Effect
Some journalists attribute the government inaction to the effects of climate change denial. However, a recent Angus Reid poll indicates that global warming skepticism in the United States, Canada, and the United Kingdom has been rising, apparently continuing a trend that has progressed for "months, even years" There may be multiple causes of this trend, including a focus on economic rather than environmental issues, and a negative perception of the "role the United Nations has played in promoting the global warming issue." Another cause may be weariness from overexposure to the topic: secondary polls suggest that "many people were turned off by extremists on both sides," while others show 54% of U.S. voters believe that "the news media make global warming appear worse than it really is." A poll in 2009 regarding the issue of whether "some scientists have falsified research data to support their own theories and beliefs about global warming" showed that 59% of Americans believed it "at least somewhat likely", of which 35% believed it is "very likely".

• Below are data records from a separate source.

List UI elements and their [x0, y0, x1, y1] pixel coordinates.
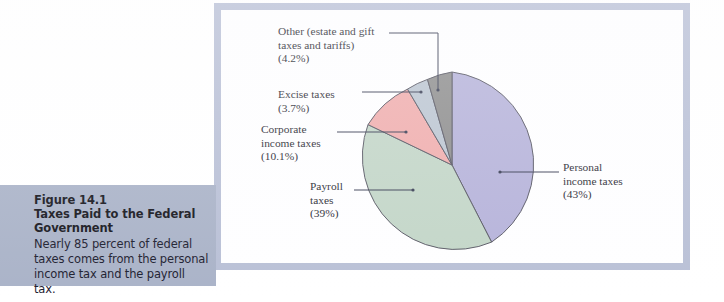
leader-dot-personal	[498, 170, 501, 173]
figure-caption-text: Nearly 85 percent of federal taxes comes…	[34, 237, 209, 298]
figure-caption-box: Figure 14.1 Taxes Paid to the Federal Go…	[0, 185, 216, 286]
figure-page: Other (estate and gift taxes and tariffs…	[0, 0, 724, 302]
leader-dot-other	[436, 88, 439, 91]
leader-dot-payroll	[411, 188, 414, 191]
pie-label-personal-income-taxes: Personal income taxes (43%)	[563, 161, 673, 202]
figure-number: Figure 14.1	[34, 193, 209, 207]
leader-dot-corporate	[404, 130, 407, 133]
pie-label-excise-taxes: Excise taxes (3.7%)	[278, 88, 378, 115]
figure-title-line-2: Government	[34, 221, 209, 235]
pie-label-payroll-taxes: Payroll taxes (39%)	[310, 180, 390, 221]
leader-dot-excise	[419, 90, 422, 93]
figure-title-line-1: Taxes Paid to the Federal	[34, 207, 209, 221]
pie-label-other-taxes: Other (estate and gift taxes and tariffs…	[278, 25, 398, 66]
pie-label-corporate-income-taxes: Corporate income taxes (10.1%)	[261, 123, 356, 164]
figure-caption-inner: Figure 14.1 Taxes Paid to the Federal Go…	[34, 193, 209, 297]
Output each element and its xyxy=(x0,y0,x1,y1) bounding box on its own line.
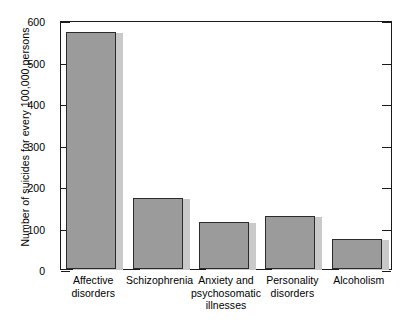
y-axis-tick-label: 0 xyxy=(11,266,45,276)
x-axis-category-line: illnesses xyxy=(189,299,263,312)
bar-body xyxy=(199,222,249,269)
x-axis-category-line: disorders xyxy=(255,287,329,300)
y-axis-tick-right xyxy=(382,64,391,65)
bar xyxy=(133,191,190,269)
x-axis-category-label: Affectivedisorders xyxy=(56,274,130,299)
y-axis-tick-right xyxy=(382,230,391,231)
x-axis-category-label: Schizophrenia xyxy=(122,274,196,287)
x-axis-category-label: Personalitydisorders xyxy=(255,274,329,299)
plot-area: 0100200300400500600 xyxy=(60,21,392,270)
y-axis-tick-right xyxy=(382,188,391,189)
y-axis-tick-label: 300 xyxy=(11,142,45,152)
x-axis-category-line: disorders xyxy=(56,287,130,300)
bar-body xyxy=(332,239,382,269)
y-axis-tick-label: 200 xyxy=(11,183,45,193)
x-axis-category-line: Affective xyxy=(56,274,130,287)
y-axis-tick-left xyxy=(61,22,70,23)
y-axis-tick-left xyxy=(61,271,70,272)
x-axis-category-line: psychosomatic xyxy=(189,287,263,300)
y-axis-tick-right xyxy=(382,147,391,148)
bar xyxy=(199,215,256,269)
bar-body xyxy=(133,198,183,269)
y-axis-tick-label: 500 xyxy=(11,59,45,69)
y-axis-tick-right xyxy=(382,271,391,272)
bar xyxy=(66,25,123,269)
x-axis-category-line: Schizophrenia xyxy=(122,274,196,287)
x-axis-category-label: Alcoholism xyxy=(322,274,396,287)
y-axis-tick-right xyxy=(382,22,391,23)
bar xyxy=(265,209,322,269)
x-axis-category-label: Anxiety andpsychosomaticillnesses xyxy=(189,274,263,312)
x-axis-labels: AffectivedisordersSchizophreniaAnxiety a… xyxy=(60,274,392,328)
y-axis-tick-label: 100 xyxy=(11,225,45,235)
x-axis-category-line: Personality xyxy=(255,274,329,287)
y-axis-tick-label: 400 xyxy=(11,100,45,110)
bar-body xyxy=(265,216,315,269)
x-axis-category-line: Anxiety and xyxy=(189,274,263,287)
bar-body xyxy=(66,32,116,269)
x-axis-category-line: Alcoholism xyxy=(322,274,396,287)
bar xyxy=(332,232,389,269)
y-axis-tick-right xyxy=(382,105,391,106)
bar-chart-figure: Number of suicides for every 100,000 per… xyxy=(0,0,416,328)
y-axis-tick-label: 600 xyxy=(11,17,45,27)
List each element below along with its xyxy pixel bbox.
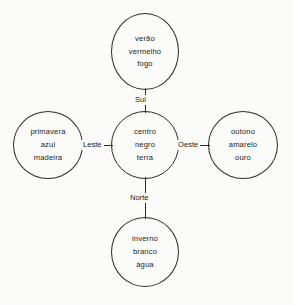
- edge-label-norte: Norte: [128, 193, 151, 203]
- node-center-centro: centro negro terra: [111, 111, 179, 179]
- node-top-line-2: vermelho: [129, 48, 161, 56]
- node-right-line-1: outono: [231, 128, 255, 136]
- five-elements-diagram: Sul Norte Leste Oeste verão vermelho fog…: [0, 0, 293, 305]
- edge-label-sul: Sul: [133, 95, 148, 105]
- node-left-line-1: primavera: [30, 128, 65, 136]
- node-left-primavera: primavera azul madeira: [13, 111, 83, 179]
- node-top-verao: verão vermelho fogo: [111, 13, 179, 90]
- node-bottom-inverno: inverno branco água: [111, 217, 179, 287]
- edge-label-oeste: Oeste: [176, 140, 200, 150]
- node-left-line-2: azul: [41, 141, 56, 149]
- node-center-line-2: negro: [135, 141, 155, 149]
- node-top-line-3: fogo: [137, 60, 152, 68]
- node-center-line-1: centro: [134, 128, 156, 136]
- node-right-line-3: ouro: [235, 154, 251, 162]
- edge-label-leste: Leste: [81, 140, 104, 150]
- node-left-line-3: madeira: [34, 154, 63, 162]
- node-top-line-1: verão: [135, 35, 155, 43]
- node-bottom-line-1: inverno: [132, 235, 158, 243]
- node-bottom-line-3: água: [136, 261, 154, 269]
- node-right-outono: outono amarelo ouro: [208, 111, 278, 179]
- node-center-line-3: terra: [137, 154, 153, 162]
- node-bottom-line-2: branco: [133, 248, 157, 256]
- node-right-line-2: amarelo: [229, 141, 258, 149]
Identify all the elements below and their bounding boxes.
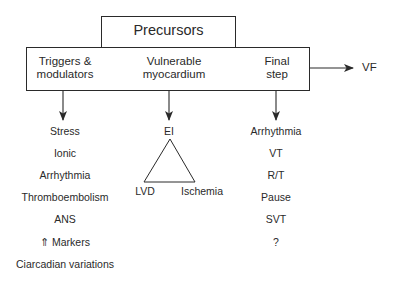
stage-vulnerable-line1: Vulnerable [136, 55, 212, 68]
final-step-item: SVT [266, 213, 286, 225]
trigger-item: ⇑ Markers [40, 236, 90, 248]
final-step-item: ? [273, 236, 279, 248]
stage-vulnerable-line2: myocardium [136, 68, 212, 81]
precursors-label: Precursors [101, 22, 236, 39]
triangle-apex-label: EI [164, 125, 174, 137]
stage-final: Final step [252, 55, 302, 81]
final-step-item: R/T [268, 169, 285, 181]
trigger-item: Ciarcadian variations [16, 258, 114, 270]
triangle-right-label: Ischemia [181, 185, 223, 197]
final-step-item: Pause [261, 191, 291, 203]
stage-triggers-line1: Triggers & [30, 55, 100, 68]
final-step-item: Arrhythmia [251, 125, 302, 137]
vulnerability-triangle [144, 139, 195, 182]
stage-final-line2: step [252, 68, 302, 81]
trigger-item: Stress [50, 125, 80, 137]
trigger-item: Arrhythmia [40, 169, 91, 181]
stage-vulnerable: Vulnerable myocardium [136, 55, 212, 81]
stage-triggers: Triggers & modulators [30, 55, 100, 81]
final-step-item: VT [269, 147, 282, 159]
triangle-left-label: LVD [135, 185, 155, 197]
trigger-item: Ionic [54, 147, 76, 159]
stage-triggers-line2: modulators [30, 68, 100, 81]
stage-final-line1: Final [252, 55, 302, 68]
trigger-item: Thromboembolism [22, 191, 109, 203]
trigger-item: ANS [54, 213, 76, 225]
outcome-vf: VF [362, 61, 377, 74]
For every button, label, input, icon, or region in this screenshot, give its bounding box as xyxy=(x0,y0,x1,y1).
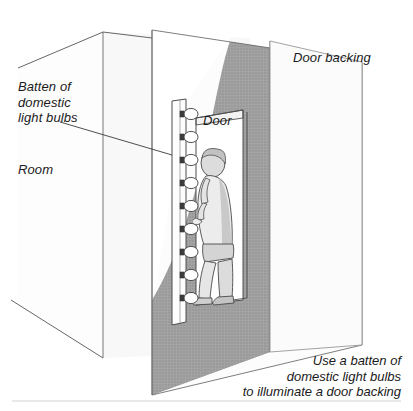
person-leg-front xyxy=(218,259,233,299)
batten-board xyxy=(172,99,186,325)
label-room: Room xyxy=(18,162,53,178)
figure-caption: Use a batten of domestic light bulbs to … xyxy=(243,353,401,400)
label-door-backing: Door backing xyxy=(293,50,371,66)
illustration-figure: Batten of domestic light bulbs Room Door… xyxy=(0,0,413,411)
backing-right-face xyxy=(270,41,362,352)
label-batten-of-domestic-light-bulbs: Batten of domestic light bulbs xyxy=(18,79,78,126)
label-door: Door xyxy=(203,113,232,129)
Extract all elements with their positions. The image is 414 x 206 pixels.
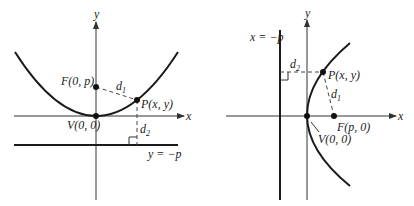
left-d2-label: d2 [140,122,150,138]
right-vertex-point [304,113,310,119]
left-diagram: y x F(0, p) V(0, 0) P(x, y) d1 d2 y = −p [14,7,192,200]
right-x-label: x [397,109,404,123]
right-focus-point [331,113,337,119]
left-y-label: y [93,7,100,21]
parabola-diagrams: y x F(0, p) V(0, 0) P(x, y) d1 d2 y = −p… [0,0,414,206]
right-y-label: y [304,6,311,20]
right-p-point [320,69,326,75]
left-vertex-label: V(0, 0) [67,118,100,132]
right-vertex-leader [311,122,319,132]
right-point-label: P(x, y) [327,68,360,82]
left-right-angle-mark [129,137,137,145]
left-focus-label: F(0, p) [60,74,94,88]
right-parabola [307,43,350,186]
right-directrix-label: x = −p [249,30,284,44]
left-point-label: P(x, y) [140,97,173,111]
right-vertex-label: V(0, 0) [318,132,351,146]
right-d2-label: d2 [290,57,300,73]
left-directrix-label: y = −p [147,147,182,161]
left-p-point [134,97,140,103]
right-right-angle-mark [280,72,288,80]
left-x-label: x [185,109,192,123]
right-d1-label: d1 [331,87,341,103]
left-d1-label: d1 [116,79,126,95]
right-diagram: y x x = −p d2 P(x, y) d1 F(p, 0) V(0, 0) [226,6,404,200]
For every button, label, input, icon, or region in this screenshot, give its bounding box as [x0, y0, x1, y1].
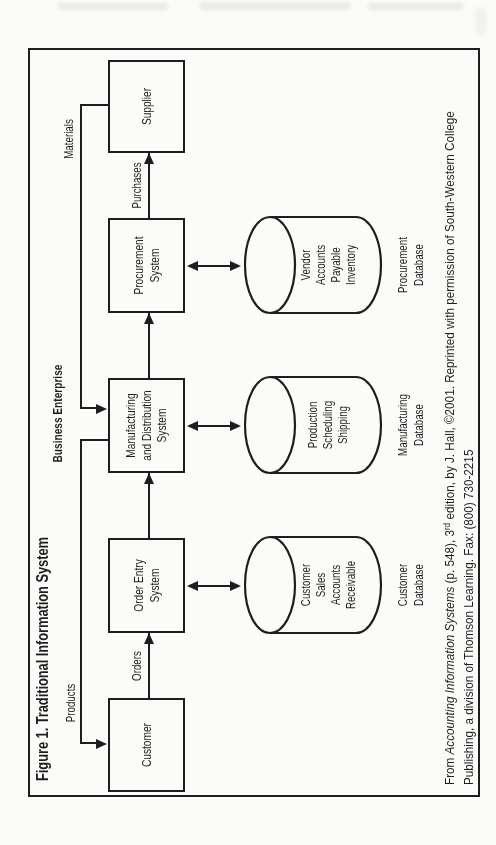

According to former U.S. senator Tim Wirth, the denial effort has affected both public perception and leadership in the United States. "They patterned what they did after the tobacco industry. Both figured, sow enough doubt, call the science uncertain and in dispute. That's had a huge impact on both the public and Congress." Newsweek reports that whereas "majorities in Europe and Japan recognize a broad consensus among climate experts that greenhouse gases —mostly from the burning of coal, oil and natural gas to power the world's economies— are altering climate," as recently as 2006 only one third of Americans considered human activity to play a major role in climate change; 64% believed that scientists disagreed about it "a lot." A 2007 Newsweek poll found these numbers were declining, although majorities of Americans still believed neither that scientists agree climate change is taking place, nor that scientists agree climate change is caused by human activity, nor that climate change has yet had noticeable effect. Citing the following remarks in Science by physicist and U.S. Representative Rush Holt, the Newsweek report attributes American policymakers' failure to regulate greenhouse gas emissions to consistent undermining of science by the "denial machine":
- "...for more than two decades scientists have been issuing warnings that the release of greenhouse gases, principally carbon dioxide (CO2), is probably altering Earth's climate in ways that will be expensive and even deadly. The American public yawned and bought bigger cars. Statements by the American Association for the Advancement of Science, American Geophysical Union, American Meteorological Society, Intergovernmental Panel on Climate Change, and others underscored the warnings and called for new government policies to deal with climate change. Politicians, presented with noisy statistics, shrugged, said there is too much doubt among scientists, and did nothing."